The most recent updates indicate, however, that the generals shied away from re-arresting the El Zomers and they are still on the loose.


Erdogan misses the train in another Arab Revolt


The caliphate concept recurred during the Cairo visit of another Islamic figure, Turkish Prime Minister Tayyip Erdogan.
As he descended from the plane Monday, September 12, he was rushed by Egyptian Muslim Brotherhood adherents and Salafis seeking to treat his arrival as the first cornerstone of a contemporary Islamic caliphate under the Erdogan aegis.

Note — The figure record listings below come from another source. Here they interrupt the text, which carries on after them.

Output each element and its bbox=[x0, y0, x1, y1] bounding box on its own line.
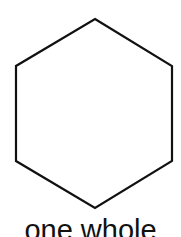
hexagon-shape bbox=[0, 0, 181, 237]
caption-label: one whole bbox=[0, 216, 181, 237]
hexagon-outline bbox=[16, 19, 172, 208]
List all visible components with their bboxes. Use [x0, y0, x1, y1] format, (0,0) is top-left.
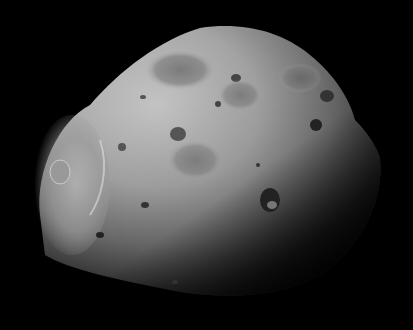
crater: [278, 63, 322, 93]
crater: [145, 50, 215, 90]
moon-illustration: [0, 0, 413, 330]
crater: [167, 140, 223, 180]
crater: [218, 79, 262, 111]
crater: [170, 127, 186, 141]
crater: [310, 119, 322, 131]
space-background: [0, 0, 413, 330]
crater: [320, 90, 334, 102]
crater: [118, 143, 126, 151]
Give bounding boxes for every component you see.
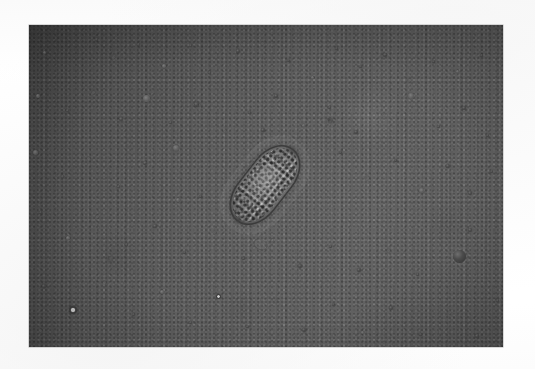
debris-particle xyxy=(365,176,369,180)
debris-particle xyxy=(92,91,95,94)
debris-particle xyxy=(408,93,414,99)
debris-particle xyxy=(189,321,192,324)
debris-particle xyxy=(298,264,302,268)
bleed-line xyxy=(506,80,535,91)
debris-particle xyxy=(302,328,306,332)
debris-particle xyxy=(354,130,358,134)
debris-particle xyxy=(36,94,40,98)
debris-particle xyxy=(389,306,393,310)
debris-particle xyxy=(216,294,221,299)
debris-particle xyxy=(42,284,46,288)
debris-particle xyxy=(328,118,333,123)
debris-particle xyxy=(117,185,120,188)
debris-particle xyxy=(160,290,164,294)
debris-particle xyxy=(143,161,147,165)
debris-particle xyxy=(43,51,46,54)
debris-particle xyxy=(261,128,265,132)
debris-particle xyxy=(242,257,245,260)
micrograph-figure xyxy=(29,25,503,347)
debris-particle xyxy=(108,256,113,261)
debris-particle xyxy=(475,334,479,338)
bleed-line xyxy=(506,91,535,102)
debris-particle xyxy=(274,94,278,98)
parasite-ovum xyxy=(216,136,314,234)
debris-particle xyxy=(311,76,314,79)
debris-particle xyxy=(432,60,435,63)
debris-particle xyxy=(448,311,451,314)
debris-particle xyxy=(183,251,186,254)
debris-particle xyxy=(419,333,422,336)
bleed-line xyxy=(506,69,535,80)
debris-particle xyxy=(66,236,70,240)
debris-particle xyxy=(456,70,459,73)
debris-particle xyxy=(468,191,472,195)
debris-particle xyxy=(112,56,115,59)
debris-particle xyxy=(153,224,157,228)
debris-particle xyxy=(261,42,264,45)
debris-particle xyxy=(480,54,483,57)
debris-particle xyxy=(271,239,274,242)
bleed-through-text-top xyxy=(58,0,528,13)
debris-particle xyxy=(132,313,135,316)
debris-particle xyxy=(382,113,385,116)
debris-particle xyxy=(96,215,99,218)
debris-particle xyxy=(103,281,106,284)
debris-particle xyxy=(199,195,202,198)
debris-particle xyxy=(95,38,98,41)
debris-particle xyxy=(208,71,211,74)
debris-particle xyxy=(387,249,390,252)
debris-particle xyxy=(236,49,240,53)
debris-particle xyxy=(137,43,140,46)
debris-particle xyxy=(408,79,411,82)
debris-particle xyxy=(468,228,472,232)
debris-particle xyxy=(339,151,342,154)
debris-particle xyxy=(437,125,440,128)
debris-particle xyxy=(446,164,450,168)
bleed-line xyxy=(506,58,535,69)
debris-particle xyxy=(169,121,172,124)
debris-particle xyxy=(302,124,305,127)
debris-particle xyxy=(357,268,361,272)
debris-particle xyxy=(394,159,397,162)
debris-particle xyxy=(194,102,199,107)
debris-particle xyxy=(119,117,123,121)
debris-particle xyxy=(361,331,364,334)
debris-particle xyxy=(328,106,331,109)
debris-particle xyxy=(248,111,251,114)
debris-particle xyxy=(496,299,499,302)
debris-particle xyxy=(39,211,42,214)
debris-particle xyxy=(359,65,362,68)
bleed-through-text-right xyxy=(506,58,535,258)
debris-particle xyxy=(287,59,290,62)
debris-particle xyxy=(486,134,489,137)
debris-particle xyxy=(69,306,77,314)
debris-particle xyxy=(274,299,277,302)
debris-particle xyxy=(329,245,332,248)
debris-particle xyxy=(490,170,493,173)
debris-particle xyxy=(39,329,42,332)
debris-particle xyxy=(223,129,226,132)
page-canvas xyxy=(0,0,535,369)
debris-particle xyxy=(246,325,249,328)
debris-particle xyxy=(453,250,466,263)
debris-particle xyxy=(173,145,179,151)
debris-particle xyxy=(162,64,166,68)
debris-particle xyxy=(419,188,424,193)
debris-particle xyxy=(143,95,150,102)
debris-particle xyxy=(462,106,466,110)
debris-particle xyxy=(189,44,192,47)
debris-particle xyxy=(335,47,338,50)
debris-particle xyxy=(488,261,491,264)
debris-particle xyxy=(125,243,128,246)
debris-particle xyxy=(416,273,419,276)
debris-particle xyxy=(33,150,38,155)
debris-particle xyxy=(383,53,387,57)
debris-particle xyxy=(66,109,69,112)
debris-particle xyxy=(61,175,64,178)
debris-particle xyxy=(332,303,335,306)
debris-particle xyxy=(87,157,90,160)
ovum-body xyxy=(219,135,312,236)
debris-particle xyxy=(176,198,180,202)
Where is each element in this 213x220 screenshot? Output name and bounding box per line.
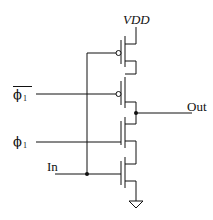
ground-symbol: [129, 201, 143, 208]
pmos-m1: [116, 36, 136, 74]
vdd-wire: [125, 27, 136, 44]
in-junction-dot: [85, 172, 89, 176]
phi1-label: ϕ1: [13, 135, 27, 150]
in-label: In: [47, 160, 58, 173]
out-junction-dot: [134, 111, 138, 115]
vdd-label: VDD: [123, 13, 150, 26]
circuit-schematic: [0, 0, 213, 220]
out-label: Out: [187, 100, 207, 113]
overbar: [13, 86, 32, 87]
phi1-bar-label: ϕ1: [13, 88, 27, 103]
pmos-m2: [116, 77, 136, 124]
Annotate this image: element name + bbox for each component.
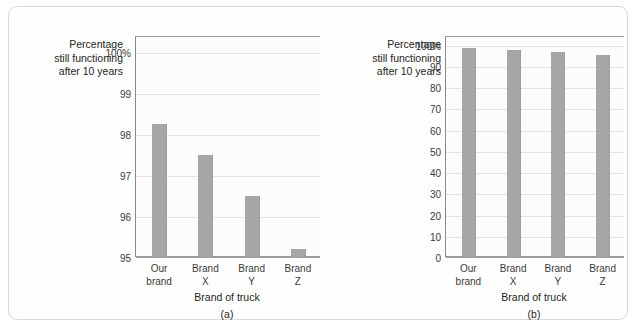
- bar: [291, 249, 306, 257]
- y-axis-tick-label: 80: [430, 83, 441, 94]
- y-axis-tick-label: 0: [435, 253, 441, 264]
- bar: [462, 48, 476, 257]
- y-axis-tick-label: 97: [120, 171, 131, 182]
- y-axis-tick-label: 20: [430, 210, 441, 221]
- x-axis-tick-label: Brand Z: [573, 263, 633, 288]
- figure-container: Percentage still functioning after 10 ye…: [8, 6, 628, 320]
- y-axis-tick-label: 70: [430, 104, 441, 115]
- bar: [507, 50, 521, 257]
- plot-area-b: 0102030405060708090100%Our brandBrand XB…: [445, 36, 624, 257]
- bar: [198, 155, 213, 257]
- plot-inner-a: 9596979899100%Our brandBrand XBrand YBra…: [136, 37, 320, 257]
- y-axis-tick-label: 100%: [415, 40, 441, 51]
- chart-panel-a: Percentage still functioning after 10 ye…: [9, 7, 321, 321]
- y-axis-tick-label: 50: [430, 146, 441, 157]
- y-axis-tick-label: 10: [430, 231, 441, 242]
- y-axis-tick-label: 96: [120, 212, 131, 223]
- y-axis-tick-label: 40: [430, 168, 441, 179]
- plot-area-a: 9596979899100%Our brandBrand XBrand YBra…: [135, 36, 320, 257]
- y-axis-tick-label: 90: [430, 61, 441, 72]
- x-axis-caption-a: Brand of truck: [135, 291, 319, 303]
- gridline: [136, 53, 320, 54]
- y-axis-tick-label: 60: [430, 125, 441, 136]
- plot-inner-b: 0102030405060708090100%Our brandBrand XB…: [446, 37, 624, 257]
- bar: [551, 52, 565, 257]
- y-axis-tick-label: 99: [120, 89, 131, 100]
- bar: [596, 55, 610, 257]
- bar: [152, 124, 167, 257]
- bar: [245, 196, 260, 257]
- y-axis-tick-label: 100%: [105, 48, 131, 59]
- chart-panel-b: Percentage still functioning after 10 ye…: [319, 7, 629, 321]
- y-axis-tick-label: 95: [120, 253, 131, 264]
- panel-letter-a: (a): [135, 308, 319, 320]
- x-axis-caption-b: Brand of truck: [445, 291, 623, 303]
- panel-letter-b: (b): [445, 308, 623, 320]
- gridline: [446, 46, 624, 47]
- y-axis-tick-label: 30: [430, 189, 441, 200]
- gridline: [136, 94, 320, 95]
- y-axis-tick-label: 98: [120, 130, 131, 141]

“Egypt and Turkey are one," they shouted – only stopped by security forces from hoisting him on their shoulders in delight over his strong anti-Israel verbiage. A few trailed the Turkish prime minister wherever he went, hailing him as the new Ṣalaḥ ad-Din (better known in the west as Saladin 1138 – 1193, first Sultan of Egypt and Syria adulated by Muslims for defeating the European Crusaders and extending Islamic sway over Mesopotamia, Kurdistan, Hejaz in Saudi Arabia and Yemen).
At all his meetings, Erdogan talked down at his hosts as well as the Arab League foreign ministers who had invited him to their meeting, presenting himself as the role model for Egyptians to emulate as an ultra-Muslim leader whose ability to administer a modern country was second to none. He urged Egypt to allow Ankara to guide its steps in establishing a secular state that respects all religions.
What Egypt needed, said Erdogan, was better management of human resources, more attention to education, improved management of financial resources and the eradication of corruption.
The Turkish leader, by his patronizing attitude, succeeded in infuriating not only Egypt's military rulers but even the Muslim Brotherhood who were united for once by resentment of the foreign visitor.
Both slammed his interference in their domestic affairs, while the Brothers decided that if the best he can offer is a secular state, he is not the Saladin they want.